POV-Ray : Newsgroups : povray.off-topic : Now that's cool : Re: Now that's cool Server Time
5 Sep 2024 17:13:04 EDT (-0400)
  Re: Now that's cool  
From: Kevin Wampler
Date: 27 Aug 2009 03:45:49
Message: <4a9639ad@news.povray.org>
clipka wrote:
> Tim Cook schrieb:
>> I also have trouble with the notion that light emitted at the same 
>> time from point x and point y, point x stationary to and point y 
>> moving rapidly relative to point z, both beams of light will arrive at 
>> z at the same moment, regardless of distance.  (Which was one of the 
>> bits mentioned in a simplified explanation of relativity I read once.)
> 
> The crucial thing here being "at the same time": Are you perfectly sure 
> what exactly constitutes simultaneity?

Just a quick pedantic note to the otherwise good explanation -- since 
the light beams in his example are arriving at the same point, z, he can 
of course be sure what "arrive at the same time" means.


As far as Tim's concern here goes, you can actually resolve it perfectly 
well without need for relativity.  Think of ripples in a pond.  If I 
throw a pebble into the pond, or drag a stick through it, the ripples 
from these two sources will move at the same speed, even though the 
stick is moving with respect to the surface of the water and the pebble 
is not (assume of course that the stick is moving slower than the 
ripples do).  Viewing light in this way as waves propagating through a 
medium (rather than particles as it seems you're thinking) is very close 
to the pre-relativity view of light, and you can see how the speed of 
light in this case would be independent of the speed of the source.

The surprising bit in relativity, of course, is that it's also 
independent of the speed of the observer.  And in fact, as clipka has 
alludes to before, this has actually been verified by experiment: 
http://en.wikipedia.org/wiki/Michelson%E2%80%93Morley_experiment among 
others.

Intuitively, the concept might be made more palatable by an analogy to 
classical mechanics.  Let's say you're locked inside a train moving 
straing at a constant speed with no windows on a perfectly smooth track. 
  What experiment could you do that would tell you how fast you were 
moving?  If you drop a ball you'll see that it always looks to you like 
it falls straight down and gives no hit as yo your speed.  You'll find 
that any mechanical experiment you concoct behaves the same way -- 
exactly as it would if it were at rest.  In some sense this isn't too 
surprising since we hardly notice the the earth is racing through space 
at thousands of miles per hour.

So on some level, it's intuitive that you can't do an experiment to tell 
you what your "absolute" velocity is, you can only determine relative 
velocities, for instance determining the velocity of the train relative 
to the earth by looking out a window (if there were one).

The theory of relativity derives from assuming that this principle 
*also* applies to experiments involving electromagnetic phenomena, such 
as light, and that these too can't be used to determine your absolute 
velocity.  It turns out that this being the case leads to a view of 
space and time which is different from the naive one in a manner such as 
clipka described, but omitting this counter-intuitive result the 
postulates leading to it are actually quite sensible.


• PROBLEM REQUIREMENTS
Please retype the data below exactly, stopping after the line with "Image is 980x483 pixels." and skipping every picture.

• WORKING DATA
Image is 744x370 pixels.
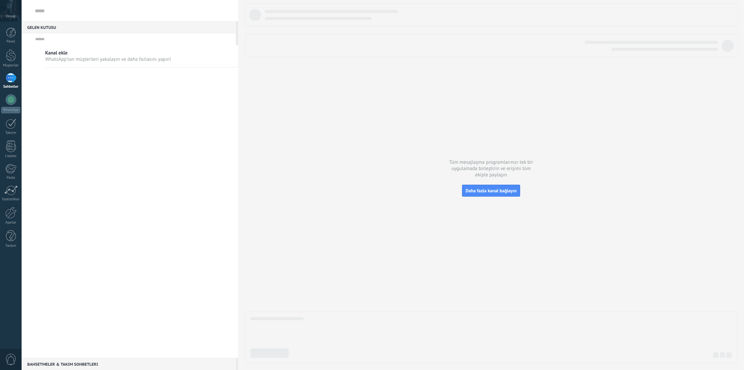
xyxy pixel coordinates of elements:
div: Posta [1,176,21,180]
div: Müşteriler [1,63,21,68]
div: Ayarlar [1,221,21,225]
div: Sohbetler [1,85,21,89]
span: Hesap [6,14,16,19]
div: WhatsApp [1,107,20,113]
div: İstatistikler [1,197,21,202]
div: Panel [1,40,21,44]
div: Yardım [1,244,21,248]
span: Kanal ekle [45,50,171,56]
div: Bahsetmeler & Takım sohbetleri [22,358,236,370]
div: Takvim [1,131,21,135]
span: Daha fazla kanal bağlayın [466,188,517,194]
div: Listeler [1,154,21,158]
button: Daha fazla kanal bağlayın [462,185,521,197]
span: WhatsApp'tan müşterileri yakalayın ve daha fazlasını yapın! [45,56,171,62]
div: Gelen Kutusu [22,21,236,33]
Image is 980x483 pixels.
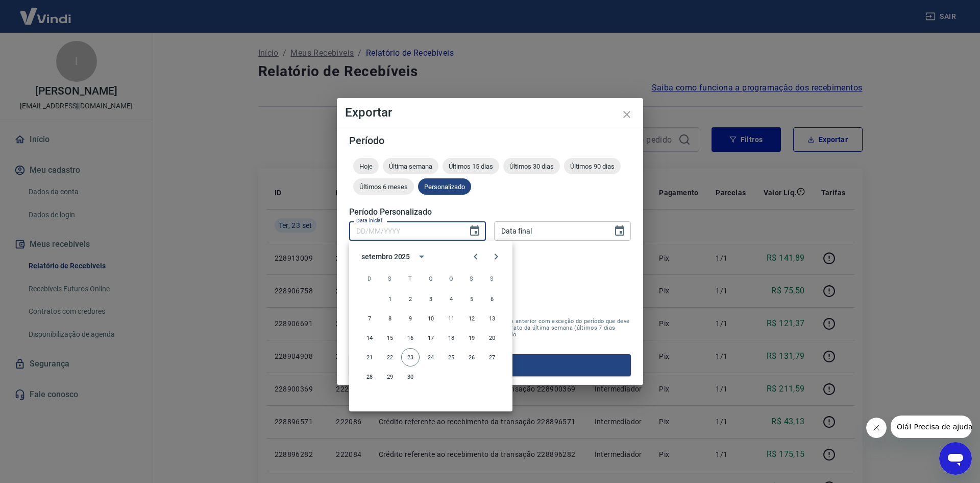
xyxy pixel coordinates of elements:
button: 12 [462,309,481,328]
button: 3 [422,290,440,308]
iframe: Fechar mensagem [866,418,886,438]
button: 23 [401,348,419,366]
h5: Período [349,135,631,146]
button: 21 [360,348,378,366]
span: segunda-feira [381,268,399,289]
button: 4 [442,290,460,308]
button: close [614,102,639,126]
div: Personalizado [418,178,471,194]
input: DD/MM/YYYY [494,221,605,240]
button: 19 [462,328,481,347]
button: 27 [483,348,501,366]
button: Choose date [610,221,630,241]
span: sexta-feira [462,268,481,289]
span: domingo [360,268,378,289]
span: Últimos 6 meses [353,183,414,191]
button: 29 [381,367,399,386]
span: quinta-feira [442,268,460,289]
button: Choose date [464,221,485,241]
button: 14 [360,328,378,347]
button: calendar view is open, switch to year view [413,248,430,265]
div: Últimos 30 dias [503,158,560,174]
button: 18 [442,328,460,347]
span: Personalizado [418,183,471,191]
span: terça-feira [401,268,419,289]
button: 11 [442,309,460,328]
button: 2 [401,290,419,308]
button: 7 [360,309,378,328]
label: Data inicial [356,216,382,224]
iframe: Mensagem da empresa [890,415,971,438]
button: 30 [401,367,419,386]
input: DD/MM/YYYY [349,221,460,240]
button: 26 [462,348,481,366]
div: Última semana [383,158,438,174]
span: Últimos 15 dias [443,162,499,170]
div: Últimos 15 dias [443,158,499,174]
button: Previous month [466,246,486,267]
button: 13 [483,309,501,328]
button: 17 [422,328,440,347]
span: Últimos 90 dias [564,162,620,170]
span: Hoje [353,162,378,170]
button: 16 [401,328,419,347]
div: Últimos 6 meses [353,178,414,194]
button: 5 [462,290,481,308]
button: 8 [381,309,399,328]
h5: Período Personalizado [349,207,631,217]
button: 9 [401,309,419,328]
h4: Exportar [345,106,635,118]
button: 6 [483,290,501,308]
button: 15 [381,328,399,347]
div: Últimos 90 dias [564,158,620,174]
span: Últimos 30 dias [503,162,560,170]
button: 24 [422,348,440,366]
span: quarta-feira [422,268,440,289]
button: 28 [360,367,378,386]
button: 22 [381,348,399,366]
button: 25 [442,348,460,366]
div: Hoje [353,158,378,174]
div: setembro 2025 [362,252,410,262]
span: Olá! Precisa de ajuda? [6,7,86,15]
button: 1 [381,290,399,308]
span: sábado [483,268,501,289]
button: 20 [483,328,501,347]
span: Última semana [383,162,438,170]
button: Next month [486,246,506,267]
iframe: Botão para abrir a janela de mensagens [939,441,971,474]
button: 10 [422,309,440,328]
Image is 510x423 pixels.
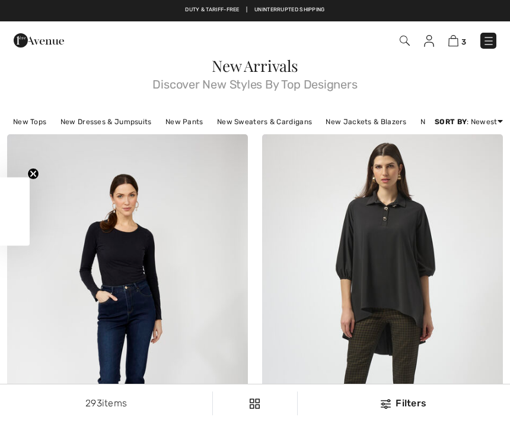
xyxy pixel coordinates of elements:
img: My Info [424,35,434,47]
a: New Tops [7,114,52,129]
div: : Newest [435,116,503,127]
span: 3 [462,37,467,46]
div: Filters [305,396,503,410]
span: Discover New Styles By Top Designers [7,74,503,90]
span: New Arrivals [212,55,298,76]
img: Shopping Bag [449,35,459,46]
strong: Sort By [435,118,467,126]
a: New Sweaters & Cardigans [211,114,318,129]
a: New Pants [160,114,210,129]
span: 293 [85,397,102,408]
img: Filters [250,398,260,408]
a: New Dresses & Jumpsuits [55,114,158,129]
a: New Skirts [415,114,464,129]
img: Search [400,36,410,46]
a: 3 [449,33,467,47]
a: New Jackets & Blazers [320,114,413,129]
img: 1ère Avenue [14,28,64,52]
button: Close teaser [27,168,39,180]
a: 1ère Avenue [14,34,64,45]
img: Menu [483,35,495,47]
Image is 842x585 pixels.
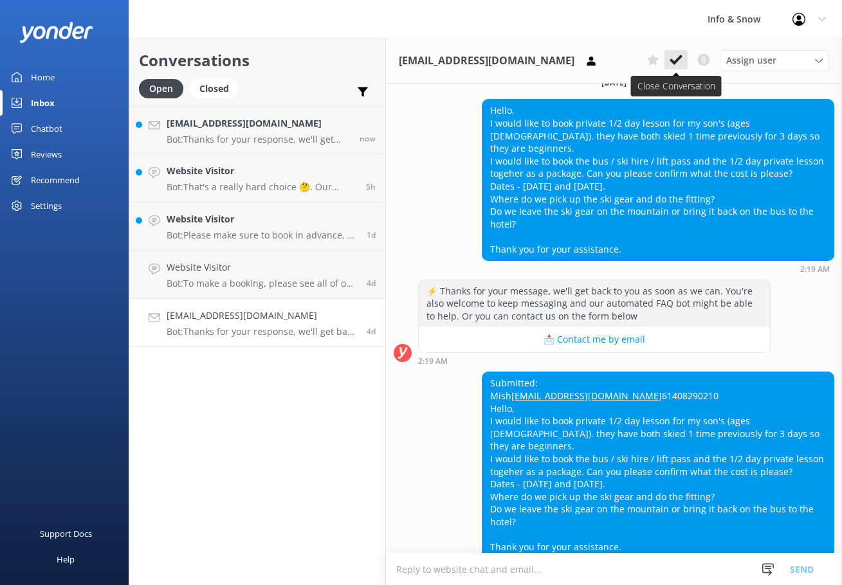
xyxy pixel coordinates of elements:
div: Sep 20 2025 02:19am (UTC +12:00) Pacific/Auckland [482,264,834,273]
div: Hello, I would like to book private 1/2 day lesson for my son's (ages [DEMOGRAPHIC_DATA]). they h... [482,100,833,260]
div: Chatbot [31,116,62,141]
div: Settings [31,193,62,219]
a: Closed [190,81,245,95]
h3: [EMAIL_ADDRESS][DOMAIN_NAME] [399,53,574,69]
a: Open [139,81,190,95]
div: Inbox [31,90,55,116]
span: Assign user [726,53,776,68]
h4: [EMAIL_ADDRESS][DOMAIN_NAME] [167,309,357,323]
span: Sep 23 2025 11:06am (UTC +12:00) Pacific/Auckland [366,230,375,240]
button: 📩 Contact me by email [419,327,770,352]
div: Reviews [31,141,62,167]
a: [EMAIL_ADDRESS][DOMAIN_NAME] [511,390,662,402]
h4: Website Visitor [167,212,357,226]
div: Support Docs [40,521,92,546]
a: [EMAIL_ADDRESS][DOMAIN_NAME]Bot:Thanks for your response, we'll get back to you as soon as we can... [129,299,385,347]
div: Open [139,79,183,98]
a: [EMAIL_ADDRESS][DOMAIN_NAME]Bot:Thanks for your response, we'll get back to you as soon as we can... [129,106,385,154]
div: Help [57,546,75,572]
div: ⚡ Thanks for your message, we'll get back to you as soon as we can. You're also welcome to keep m... [419,280,770,327]
strong: 2:19 AM [418,357,447,365]
a: Website VisitorBot:Please make sure to book in advance, as availability can fill up fast. If only... [129,203,385,251]
span: Sep 24 2025 03:15pm (UTC +12:00) Pacific/Auckland [359,133,375,144]
p: Bot: To make a booking, please see all of our products here: [URL][DOMAIN_NAME]. [167,278,357,289]
span: Sep 20 2025 02:20am (UTC +12:00) Pacific/Auckland [366,326,375,337]
strong: 2:19 AM [800,266,829,273]
div: Submitted: Mish 61408290210 Hello, I would like to book private 1/2 day lesson for my son's (ages... [482,372,833,583]
span: Sep 20 2025 02:31pm (UTC +12:00) Pacific/Auckland [366,278,375,289]
h2: Conversations [139,48,375,73]
p: Bot: Thanks for your response, we'll get back to you as soon as we can during opening hours. [167,134,350,145]
h4: [EMAIL_ADDRESS][DOMAIN_NAME] [167,116,350,131]
div: Recommend [31,167,80,193]
div: Sep 20 2025 02:19am (UTC +12:00) Pacific/Auckland [418,356,770,365]
span: Sep 24 2025 09:43am (UTC +12:00) Pacific/Auckland [366,181,375,192]
p: Bot: That's a really hard choice 🤔. Our interactive quiz can help recommend a great option for yo... [167,181,356,193]
a: Website VisitorBot:That's a really hard choice 🤔. Our interactive quiz can help recommend a great... [129,154,385,203]
h4: Website Visitor [167,164,356,178]
p: Bot: Please make sure to book in advance, as availability can fill up fast. If only one mountain ... [167,230,357,241]
div: Closed [190,79,239,98]
img: yonder-white-logo.png [19,22,93,43]
div: Home [31,64,55,90]
p: Bot: Thanks for your response, we'll get back to you as soon as we can during opening hours. [167,326,357,338]
a: Website VisitorBot:To make a booking, please see all of our products here: [URL][DOMAIN_NAME].4d [129,251,385,299]
div: Assign User [719,50,829,71]
h4: Website Visitor [167,260,357,275]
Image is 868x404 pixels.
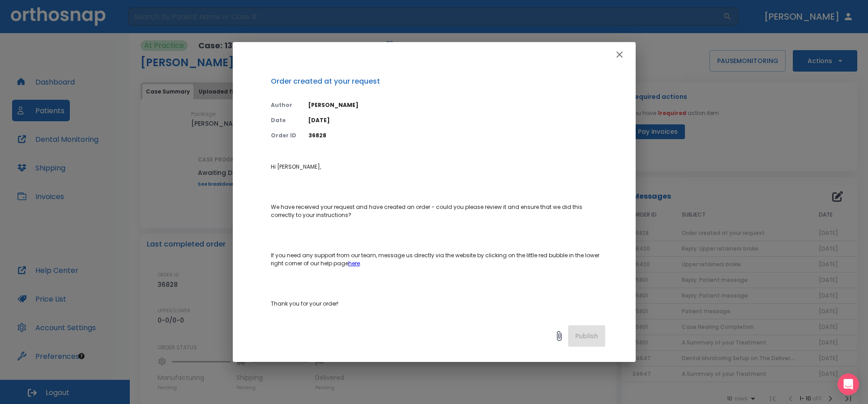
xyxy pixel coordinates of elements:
p: If you need any support from our team, message us directly via the website by clicking on the lit... [271,251,605,268]
p: Author [271,101,298,109]
p: 36828 [308,132,605,140]
a: here [349,259,360,267]
div: Open Intercom Messenger [838,374,859,395]
p: Thank you for your order! [271,300,605,308]
p: [DATE] [308,116,605,124]
p: Date [271,116,298,124]
p: Hi [PERSON_NAME], [271,163,605,171]
p: Order ID [271,132,298,140]
p: [PERSON_NAME] [308,101,605,109]
p: Order created at your request [271,76,605,87]
p: We have received your request and have created an order - could you please review it and ensure t... [271,203,605,219]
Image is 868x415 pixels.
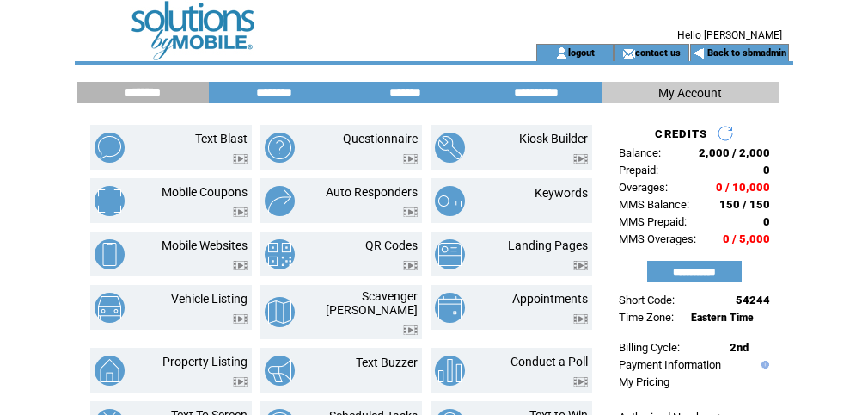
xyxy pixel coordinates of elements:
img: video.png [233,207,247,217]
img: text-blast.png [95,133,125,163]
span: Hello [PERSON_NAME] [677,29,782,42]
img: questionnaire.png [265,133,294,163]
span: 0 [763,215,770,228]
span: Billing Cycle: [619,341,680,354]
span: MMS Prepaid: [619,215,686,228]
img: appointments.png [434,293,465,323]
img: backArrow.gif [693,46,705,61]
a: Payment Information [619,358,721,371]
img: video.png [574,377,588,386]
a: Questionnaire [343,132,417,146]
span: 2nd [730,341,749,354]
a: My Pricing [619,375,669,388]
a: Text Buzzer [356,355,417,369]
a: contact us [635,46,681,58]
span: 0 / 10,000 [716,181,770,193]
img: kiosk-builder.png [434,133,465,163]
a: Auto Responders [326,185,417,199]
span: 0 [763,164,770,176]
img: auto-responders.png [265,186,294,216]
img: conduct-a-poll.png [434,355,465,385]
span: Prepaid: [619,164,658,176]
a: Conduct a Poll [510,354,588,368]
a: Mobile Websites [162,239,247,252]
span: MMS Overages: [619,232,696,245]
span: CREDITS [655,127,707,140]
a: Text Blast [195,132,247,146]
span: Balance: [619,146,661,159]
span: Time Zone: [619,310,674,324]
span: Overages: [619,181,667,193]
a: Mobile Coupons [162,185,247,199]
span: My Account [658,86,722,99]
img: qr-codes.png [265,240,294,269]
img: video.png [233,260,247,270]
span: 54244 [735,293,770,307]
img: contact_us_icon.gif [622,46,635,61]
img: video.png [403,325,417,335]
a: Scavenger [PERSON_NAME] [326,289,417,316]
img: mobile-coupons.png [95,186,125,216]
span: Short Code: [619,293,675,307]
img: keywords.png [434,186,465,216]
img: vehicle-listing.png [95,293,125,323]
a: Keywords [535,186,588,200]
a: logout [568,46,594,58]
img: scavenger-hunt.png [265,297,294,327]
a: Vehicle Listing [171,292,247,306]
a: Kiosk Builder [519,132,588,146]
span: Eastern Time [691,311,753,324]
img: video.png [403,154,417,164]
img: property-listing.png [95,355,125,385]
img: account_icon.gif [555,46,568,61]
a: QR Codes [365,239,417,252]
span: 2,000 / 2,000 [699,146,770,159]
img: video.png [574,260,588,270]
span: MMS Balance: [619,198,689,211]
img: video.png [574,154,588,164]
a: Appointments [512,292,588,306]
img: video.png [403,260,417,270]
a: Landing Pages [508,239,588,252]
img: video.png [574,314,588,324]
img: mobile-websites.png [95,240,125,269]
span: 0 / 5,000 [723,232,770,245]
span: 150 / 150 [719,198,770,211]
a: Property Listing [163,354,247,368]
img: video.png [233,377,247,386]
a: Back to sbmadmin [707,47,787,59]
img: video.png [233,154,247,164]
img: video.png [233,314,247,324]
img: landing-pages.png [434,240,465,269]
img: help.gif [757,361,770,368]
img: video.png [403,207,417,217]
img: text-buzzer.png [265,355,294,385]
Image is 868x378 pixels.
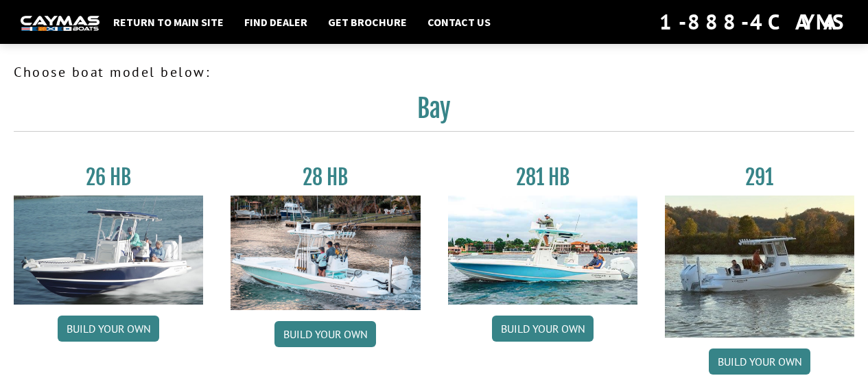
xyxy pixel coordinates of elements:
img: 28-hb-twin.jpg [448,196,637,305]
img: 28_hb_thumbnail_for_caymas_connect.jpg [230,196,420,310]
img: white-logo-c9c8dbefe5ff5ceceb0f0178aa75bf4bb51f6bca0971e226c86eb53dfe498488.png [20,16,99,31]
a: Contact Us [420,13,497,31]
h3: 291 [665,164,854,190]
div: 1-888-4CAYMAS [659,7,847,37]
a: Build your own [709,348,810,375]
p: Choose boat model below: [14,62,854,82]
h3: 281 HB [448,164,637,190]
a: Return to main site [107,13,230,31]
a: Get Brochure [321,13,413,31]
a: Build your own [58,316,159,342]
h2: Bay [14,93,854,132]
a: Build your own [274,321,376,347]
h3: 28 HB [230,164,420,190]
img: 26_new_photo_resized.jpg [14,196,203,305]
a: Build your own [492,316,594,342]
img: 291_Thumbnail.jpg [665,196,854,337]
h3: 26 HB [14,164,203,190]
a: Find Dealer [237,13,314,31]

• COMPLETED EXERCISE
Image is 744x370 pixels.
xyxy pixel coordinates of elements:
div: Posta [1,176,21,180]
div: Müşteriler [1,63,21,68]
div: Ayarlar [1,221,21,225]
div: Sohbetler [1,85,21,89]
span: Hesap [6,14,16,19]
div: WhatsApp [1,107,20,113]
div: İstatistikler [1,197,21,202]
div: Panel [1,40,21,44]
div: Yardım [1,244,21,248]
span: Kanal ekle [45,50,171,56]
div: Bahsetmeler & Takım sohbetleri [22,358,236,370]
div: Takvim [1,131,21,135]
span: Daha fazla kanal bağlayın [466,188,517,194]
div: Listeler [1,154,21,158]
button: Daha fazla kanal bağlayın [462,185,521,197]
span: WhatsApp'tan müşterileri yakalayın ve daha fazlasını yapın! [45,56,171,62]
div: Gelen Kutusu [22,21,236,33]
Image is 980x483 pixels.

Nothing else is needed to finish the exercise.